As the Sino-Judaic Institute marks its 40th year in operation, it marks another milestone by electing its first female President.
Dr. Andrea Lingenfelter is a poet, literary translator, and scholar of modern and contemporary Chinese literature. She received a BA in Chinese studies from Unviersity of California San Diego, an MA in East Asian Studies from Yale, and a PhD in Asian Languages and Literature from the University of Washington. She currently teaches Literature and Film of the Asia Pacific, as well as Chinese to English translation, at the University of San Francisco, where she is also the managing editor of Asia Pacific Perspectives, an interdisciplinary journal of the Center for Asia Pacific Studies.
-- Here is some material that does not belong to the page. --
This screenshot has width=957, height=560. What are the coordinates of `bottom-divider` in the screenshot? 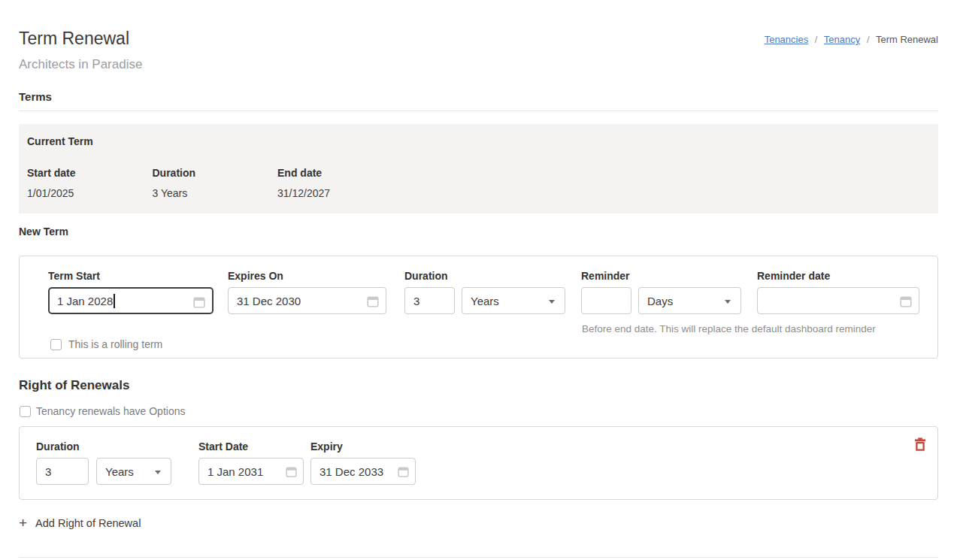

Translations by Kenneth Rexroth and others, which she read as a high school student of creative writing, piqued her interest in classical Chinese and Japanese poetry. In college, she studied Japanese for two years before taking up the study of Mandarin.
She first traveled to China in 1981, a trip that also took her and her classmates to Hong Kong and Taiwan. After graduating from college, she worked part-time at a university bookstore and accompanied groups of American tourists on budget tours of China. From 1984 to 1985 she taught English at Southwest China Teachers College, near Chongqing. Since then, she has returned to China, Hong Kong, and Taiwan over a dozen times, and she has maintained close ties in the literary and arts communities of Shanghai, Chengdu, Hong Kong, and Taiwan.
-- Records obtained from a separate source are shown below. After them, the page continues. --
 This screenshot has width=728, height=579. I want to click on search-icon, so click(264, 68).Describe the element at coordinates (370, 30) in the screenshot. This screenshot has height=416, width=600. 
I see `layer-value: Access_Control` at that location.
Her publications of translated fiction and poetry include The Changing Room: Selected Poetry of Zhai Yongming (a Northern California Book Award winner); Farewell My Concubine by Lilian Lee; Candy by Mian Mian; and The Kite Family and Other Stories by Hon Lai Chu (awarded an NEA Translation Fellowship). Her translations of contemporary poetry, fiction, and prose have been published widely.
Dr. Lingenfelter and her family live in Berkeley, California.